This project demonstrates an advanced usage of Custom Attributes in .NET to create a Publish-Subscribe system, similar to how REST API controllers function. Published in an article on Medium.
.NET Custom Attributes allow for declarative metadata annotations on class elements, which can be introspected at runtime using reflection. This project showcases their utility in dynamically wiring up a pub-sub message handling system.
- Publisher: A component responsible for broadcasting messages over a named pipe.
- PubSubExtension: An extension class for IServiceCollection that autocovers and registers methods with the
[Topic]
attribute. - Subscriber: A background service that listens for messages and triggers corresponding methods marked by the
[Topic]
attribute. - SubscribeController: Base class for controllers with methods that can be invoked through pub-sub messaging.
To explore this example on your machine:
- Clone the repository.
- Ensure you have the .NET development environment set up.
- Build and run the project in your preferred .NET-compatible IDE (like Visual Studio).
Start the Subscriber:
cd Subscriber
dotnet run
Start the Publisher
cd Publisher
dotnet run
# => start typing a message and send it by pressing 'Enter'
# * the Subscriber will receive the message
- Example
Publish
method invocation:
var publisher = new Publisher();
publisher.Publish("YourTopic", new YourMessageType { /* message data */ });
- Create a
SubscribeController
derived class:
public class YourController : SubscribeController
{
[Topic("YourTopic")]
public async Task<object> YourMessageHandler(YourMessageType message)
{
// Handle incoming message
}
}
Ensure your derived controller class and its message-handling methods are accessible to the PubSubExtension
logic.
- Integrate the pub-sub mechanism into your application's startup:
public void ConfigureServices(IServiceCollection services)
{
services.AddControllers();
services.AddPubSub(/* ApplicationName */);
}
Feel free to fork, modify, and use this codebase as you see fit.
- For more clean code principles and practices, visit Clean Code Principles.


:: WHAT TO PRODUCE ::
Each entry listed below should be reproduced word for word.

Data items
▽

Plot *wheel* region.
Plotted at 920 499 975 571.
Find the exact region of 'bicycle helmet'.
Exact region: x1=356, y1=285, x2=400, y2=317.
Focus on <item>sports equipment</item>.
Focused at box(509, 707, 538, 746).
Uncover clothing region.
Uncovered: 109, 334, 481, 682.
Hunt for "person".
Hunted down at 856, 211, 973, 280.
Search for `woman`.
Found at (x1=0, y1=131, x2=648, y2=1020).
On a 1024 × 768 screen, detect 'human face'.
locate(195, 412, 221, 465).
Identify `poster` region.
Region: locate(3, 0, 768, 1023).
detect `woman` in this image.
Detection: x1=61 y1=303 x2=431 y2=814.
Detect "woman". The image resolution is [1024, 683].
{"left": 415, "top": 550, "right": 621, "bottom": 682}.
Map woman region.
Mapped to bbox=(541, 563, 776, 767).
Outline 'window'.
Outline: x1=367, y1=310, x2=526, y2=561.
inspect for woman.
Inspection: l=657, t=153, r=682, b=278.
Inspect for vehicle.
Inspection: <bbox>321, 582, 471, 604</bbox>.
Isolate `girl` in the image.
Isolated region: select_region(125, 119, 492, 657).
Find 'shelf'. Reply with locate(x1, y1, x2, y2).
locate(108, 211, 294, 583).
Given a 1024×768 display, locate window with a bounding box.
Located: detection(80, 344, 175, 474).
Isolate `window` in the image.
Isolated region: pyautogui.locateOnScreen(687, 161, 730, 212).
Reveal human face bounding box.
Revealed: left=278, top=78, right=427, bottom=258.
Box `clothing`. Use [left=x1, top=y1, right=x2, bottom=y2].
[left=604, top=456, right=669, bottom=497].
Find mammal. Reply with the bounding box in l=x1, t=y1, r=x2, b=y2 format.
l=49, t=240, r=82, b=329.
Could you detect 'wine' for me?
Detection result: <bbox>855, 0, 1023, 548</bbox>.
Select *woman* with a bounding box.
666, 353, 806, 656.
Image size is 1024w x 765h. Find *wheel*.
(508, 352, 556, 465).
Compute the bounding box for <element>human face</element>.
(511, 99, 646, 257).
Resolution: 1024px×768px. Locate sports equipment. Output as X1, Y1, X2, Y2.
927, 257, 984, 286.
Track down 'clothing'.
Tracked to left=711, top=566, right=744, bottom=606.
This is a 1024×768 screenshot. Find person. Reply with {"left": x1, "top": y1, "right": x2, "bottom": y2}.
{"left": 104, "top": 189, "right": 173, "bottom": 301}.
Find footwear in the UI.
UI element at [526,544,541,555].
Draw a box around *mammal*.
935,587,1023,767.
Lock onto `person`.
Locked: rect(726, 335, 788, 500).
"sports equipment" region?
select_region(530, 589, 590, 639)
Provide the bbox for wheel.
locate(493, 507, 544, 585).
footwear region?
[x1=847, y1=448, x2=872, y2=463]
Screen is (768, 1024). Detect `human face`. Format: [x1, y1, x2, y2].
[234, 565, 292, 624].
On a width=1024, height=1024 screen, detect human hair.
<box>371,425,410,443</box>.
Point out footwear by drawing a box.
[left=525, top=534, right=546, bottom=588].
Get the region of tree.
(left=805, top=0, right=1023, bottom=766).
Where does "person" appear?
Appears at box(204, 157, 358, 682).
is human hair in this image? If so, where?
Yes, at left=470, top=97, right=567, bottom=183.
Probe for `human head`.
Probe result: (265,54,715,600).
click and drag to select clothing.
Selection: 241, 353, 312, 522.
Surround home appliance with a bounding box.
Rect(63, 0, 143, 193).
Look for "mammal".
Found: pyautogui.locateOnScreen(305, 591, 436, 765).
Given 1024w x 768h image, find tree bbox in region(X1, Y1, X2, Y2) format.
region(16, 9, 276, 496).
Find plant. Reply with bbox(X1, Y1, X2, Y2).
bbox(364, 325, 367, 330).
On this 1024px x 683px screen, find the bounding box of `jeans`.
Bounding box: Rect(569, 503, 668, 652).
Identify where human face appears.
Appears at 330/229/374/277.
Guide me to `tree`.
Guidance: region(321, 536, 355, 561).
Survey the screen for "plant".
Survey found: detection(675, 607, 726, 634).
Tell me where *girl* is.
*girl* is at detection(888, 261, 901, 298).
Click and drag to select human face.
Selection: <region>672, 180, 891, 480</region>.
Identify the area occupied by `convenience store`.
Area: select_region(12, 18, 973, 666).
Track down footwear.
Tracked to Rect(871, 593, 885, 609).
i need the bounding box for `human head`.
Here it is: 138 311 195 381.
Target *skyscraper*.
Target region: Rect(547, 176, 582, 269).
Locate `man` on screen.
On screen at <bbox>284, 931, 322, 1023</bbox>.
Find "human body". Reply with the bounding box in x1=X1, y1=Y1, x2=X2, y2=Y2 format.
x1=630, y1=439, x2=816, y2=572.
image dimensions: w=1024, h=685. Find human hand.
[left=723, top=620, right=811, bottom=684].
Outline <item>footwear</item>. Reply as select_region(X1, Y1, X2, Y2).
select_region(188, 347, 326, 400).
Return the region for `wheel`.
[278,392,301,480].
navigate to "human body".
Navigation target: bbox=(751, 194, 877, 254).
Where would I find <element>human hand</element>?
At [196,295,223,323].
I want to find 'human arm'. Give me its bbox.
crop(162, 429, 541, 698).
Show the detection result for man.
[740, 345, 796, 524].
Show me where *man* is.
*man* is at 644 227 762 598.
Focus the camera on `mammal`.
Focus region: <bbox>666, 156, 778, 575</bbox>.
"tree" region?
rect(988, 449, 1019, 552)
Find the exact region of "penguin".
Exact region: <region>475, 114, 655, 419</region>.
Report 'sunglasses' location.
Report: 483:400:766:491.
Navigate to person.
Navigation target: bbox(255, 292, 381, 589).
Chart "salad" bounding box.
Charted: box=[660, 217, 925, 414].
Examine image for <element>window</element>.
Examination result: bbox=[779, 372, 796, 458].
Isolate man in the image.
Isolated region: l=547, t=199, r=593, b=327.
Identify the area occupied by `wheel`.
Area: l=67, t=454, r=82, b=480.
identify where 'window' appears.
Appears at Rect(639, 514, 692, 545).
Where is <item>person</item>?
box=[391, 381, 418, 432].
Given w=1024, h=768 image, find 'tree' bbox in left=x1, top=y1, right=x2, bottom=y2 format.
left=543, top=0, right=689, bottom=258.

△

:: EXPECTED ANSWER ::
Plot *wheel* region.
Plotted at 920 499 975 571.
Find the exact region of 'bicycle helmet'.
Exact region: x1=356, y1=285, x2=400, y2=317.
Focus on <item>sports equipment</item>.
Focused at box(509, 707, 538, 746).
Uncover clothing region.
Uncovered: 109, 334, 481, 682.
Hunt for "person".
Hunted down at 856, 211, 973, 280.
Search for `woman`.
Found at (x1=0, y1=131, x2=648, y2=1020).
On a 1024 × 768 screen, detect 'human face'.
locate(195, 412, 221, 465).
Identify `poster` region.
Region: locate(3, 0, 768, 1023).
detect `woman` in this image.
Detection: x1=61 y1=303 x2=431 y2=814.
Detect "woman". The image resolution is [1024, 683].
{"left": 415, "top": 550, "right": 621, "bottom": 682}.
Map woman region.
Mapped to bbox=(541, 563, 776, 767).
Outline 'window'.
Outline: x1=367, y1=310, x2=526, y2=561.
inspect for woman.
Inspection: l=657, t=153, r=682, b=278.
Inspect for vehicle.
Inspection: <bbox>321, 582, 471, 604</bbox>.
Isolate `girl` in the image.
Isolated region: select_region(125, 119, 492, 657).
Find 'shelf'. Reply with locate(x1, y1, x2, y2).
locate(108, 211, 294, 583).
Given a 1024×768 display, locate window with a bounding box.
Located: detection(80, 344, 175, 474).
Isolate `window` in the image.
Isolated region: pyautogui.locateOnScreen(687, 161, 730, 212).
Reveal human face bounding box.
Revealed: left=278, top=78, right=427, bottom=258.
Box `clothing`. Use [left=x1, top=y1, right=x2, bottom=y2].
[left=604, top=456, right=669, bottom=497].
Find mammal. Reply with the bounding box in l=x1, t=y1, r=x2, b=y2 format.
l=49, t=240, r=82, b=329.
Could you detect 'wine' for me?
Detection result: <bbox>855, 0, 1023, 548</bbox>.
Select *woman* with a bounding box.
666, 353, 806, 656.
Image size is 1024w x 765h. Find *wheel*.
(508, 352, 556, 465).
Compute the bounding box for <element>human face</element>.
(511, 99, 646, 257).
Resolution: 1024px×768px. Locate sports equipment. Output as X1, Y1, X2, Y2.
927, 257, 984, 286.
Track down 'clothing'.
Tracked to left=711, top=566, right=744, bottom=606.
This is a 1024×768 screenshot. Find person. Reply with {"left": x1, "top": y1, "right": x2, "bottom": y2}.
{"left": 104, "top": 189, "right": 173, "bottom": 301}.
Find footwear in the UI.
UI element at [526,544,541,555].
Draw a box around *mammal*.
935,587,1023,767.
Lock onto `person`.
Locked: rect(726, 335, 788, 500).
"sports equipment" region?
select_region(530, 589, 590, 639)
Provide the bbox for wheel.
locate(493, 507, 544, 585).
footwear region?
[x1=847, y1=448, x2=872, y2=463]
Screen is (768, 1024). Detect `human face`. Format: [x1, y1, x2, y2].
[234, 565, 292, 624].
On a width=1024, height=1024 screen, detect human hair.
<box>371,425,410,443</box>.
Point out footwear by drawing a box.
[left=525, top=534, right=546, bottom=588].
Get the region of tree.
(left=805, top=0, right=1023, bottom=766).
Where does "person" appear?
Appears at box(204, 157, 358, 682).
is human hair in this image? If so, where?
Yes, at left=470, top=97, right=567, bottom=183.
Probe for `human head`.
Probe result: (265,54,715,600).
click and drag to select clothing.
Selection: 241, 353, 312, 522.
Surround home appliance with a bounding box.
Rect(63, 0, 143, 193).
Look for "mammal".
Found: pyautogui.locateOnScreen(305, 591, 436, 765).
Given 1024w x 768h image, find tree bbox in region(X1, Y1, X2, Y2) format.
region(16, 9, 276, 496).
Find plant. Reply with bbox(X1, Y1, X2, Y2).
bbox(364, 325, 367, 330).
On this 1024px x 683px screen, find the bounding box of `jeans`.
Bounding box: Rect(569, 503, 668, 652).
Identify where human face appears.
Appears at 330/229/374/277.
Guide me to `tree`.
Guidance: region(321, 536, 355, 561).
Survey the screen for "plant".
Survey found: detection(675, 607, 726, 634).
Tell me where *girl* is.
*girl* is at detection(888, 261, 901, 298).
Click and drag to select human face.
Selection: <region>672, 180, 891, 480</region>.
Identify the area occupied by `convenience store`.
Area: select_region(12, 18, 973, 666).
Track down footwear.
Tracked to Rect(871, 593, 885, 609).
i need the bounding box for `human head`.
Here it is: 138 311 195 381.
Target *skyscraper*.
Target region: Rect(547, 176, 582, 269).
Locate `man` on screen.
On screen at <bbox>284, 931, 322, 1023</bbox>.
Find "human body". Reply with the bounding box in x1=X1, y1=Y1, x2=X2, y2=Y2 format.
x1=630, y1=439, x2=816, y2=572.
image dimensions: w=1024, h=685. Find human hand.
[left=723, top=620, right=811, bottom=684].
Outline <item>footwear</item>. Reply as select_region(X1, Y1, X2, Y2).
select_region(188, 347, 326, 400).
Return the region for `wheel`.
[278,392,301,480].
navigate to "human body".
Navigation target: bbox=(751, 194, 877, 254).
Where would I find <element>human hand</element>?
At [196,295,223,323].
I want to find 'human arm'. Give me its bbox.
crop(162, 429, 541, 698).
Show the detection result for man.
[740, 345, 796, 524].
Show me where *man* is.
*man* is at 644 227 762 598.
Focus the camera on `mammal`.
Focus region: <bbox>666, 156, 778, 575</bbox>.
"tree" region?
rect(988, 449, 1019, 552)
Find the exact region of "penguin".
Exact region: <region>475, 114, 655, 419</region>.
Report 'sunglasses' location.
Report: 483:400:766:491.
Navigate to person.
Navigation target: bbox(255, 292, 381, 589).
Chart "salad" bounding box.
Charted: box=[660, 217, 925, 414].
Examine image for <element>window</element>.
Examination result: bbox=[779, 372, 796, 458].
Isolate man in the image.
Isolated region: l=547, t=199, r=593, b=327.
Identify the area occupied by `wheel`.
Area: l=67, t=454, r=82, b=480.
identify where 'window' appears.
Appears at Rect(639, 514, 692, 545).
Where is <item>person</item>?
box=[391, 381, 418, 432].
Given w=1024, h=768 image, find 'tree' bbox in left=x1, top=y1, right=x2, bottom=y2 format.
left=543, top=0, right=689, bottom=258.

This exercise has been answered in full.